To be stable people with maturing faith, we need to know our link with the past. As Paul told the church at Rome, "Everything that was written in the past was written to teach us, so that through endurance and the encouragement of hte scriptures we might have hope". We're to come to scripture with that perspective.

ii) Past & Future - The link to the past gave them "strength for today"; it was also to give them "bright hope for tomorrow". God's purposes for his people didn't terminate with them. The city of Jerusalem was to remain significant in the Lord's plans as the people awaited the Messiah and the true exodus in him.

In Luke's writings we see something of the significance of the city. He of all the NT writers uses the word most often - 60% of all its occurences are in Luke-Acts which form 26% of the NT. So you can see how interested Luke is in the city.

But why such interest? Because it is where the Messiah will come to die to save his people (movement in Luke) and it is to be the place from which the gospel will be taken into all the world (movement in Acts). The people of Nehemiah's day couldn't have known the detail but this feast would have contributed to their sense of God's purposes for his world being focussed in this place.

And so it gave them hope for the future, a hope that we share in the gospel. The meal we share, which reminds us of those awesome events that took place just outside Jerusalem, points us with hope to God's glorious future, when Jesus returns.

iii) No Continuing City - But they were not to be complacent in that hope. Keeping the feast in all its detail reminded them that "here we have no continuing city". In their situation, having just completed the walls, the feast would warn them not to put their faith in walls but in the God who promised to be a wall of fire around his people, the builder of a better city. It would speak to them of the transitory nature of their life in this world.

We need similar reminders. We can live comfortably in this world and in essence that's ok, we ought to receive God's blessings with gratitude. But we must be careful; in this world we are "aliens and strangers".

We no longer belong to the world in its rebellion against God. We must be careful therefore to make sure that we put our trust firmly in God and not in the gifts he gives. This life is very transitory; only God and his kingdom will last. It is in him that we find our "solid joys and lasting treasures".

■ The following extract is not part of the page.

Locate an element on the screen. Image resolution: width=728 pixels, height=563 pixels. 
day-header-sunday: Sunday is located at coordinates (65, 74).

I'm sure they were proud of their achievement in rebuilding the wall in such a short time and we may be too of some of the things we've done. But we must be careful. Our achievements are not a solid basis of hope for the future; God's faithfulness alone is.

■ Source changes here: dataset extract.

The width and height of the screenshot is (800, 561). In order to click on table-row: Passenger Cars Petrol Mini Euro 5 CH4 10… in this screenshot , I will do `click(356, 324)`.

3. The Joy of Doing the Word of God

The people obeyed God's word, straight away, and would know the blessing of doing so. But notice that their obedience was accompanied by great joy (v.17). That is how it should be in the Christian life. John reminds his readers that God's commands are not burdensome to us; rather, they are to be a delight for us, as they were to the psalmist in Ps.119.

That's not saying that obedience is not sometimes hard and costly. Invariably it is; we shouldn't expect it to be otherwise. But it is precisely as we embrace the demands of discipleship that we are able to share the joy of our Lord Jesus who "for the joy that was set before him, endured the cross, scorning its shame" (Heb. 12:2).

And where is Jesus now? That verse in Hebrews goes on to say that he "sat down at the right hand of the throne of God". He entered glory as the pioneer and perfecter of our faith. He calls us to walk the same path of discipleship, not simply with those of Nehemiah's day and other great heroues of the faith, but following him and with him as our sustaining guide.

We've heard God's word together. Will we be "doers also" of it? May he help us to honour him and to know his blessing and joy.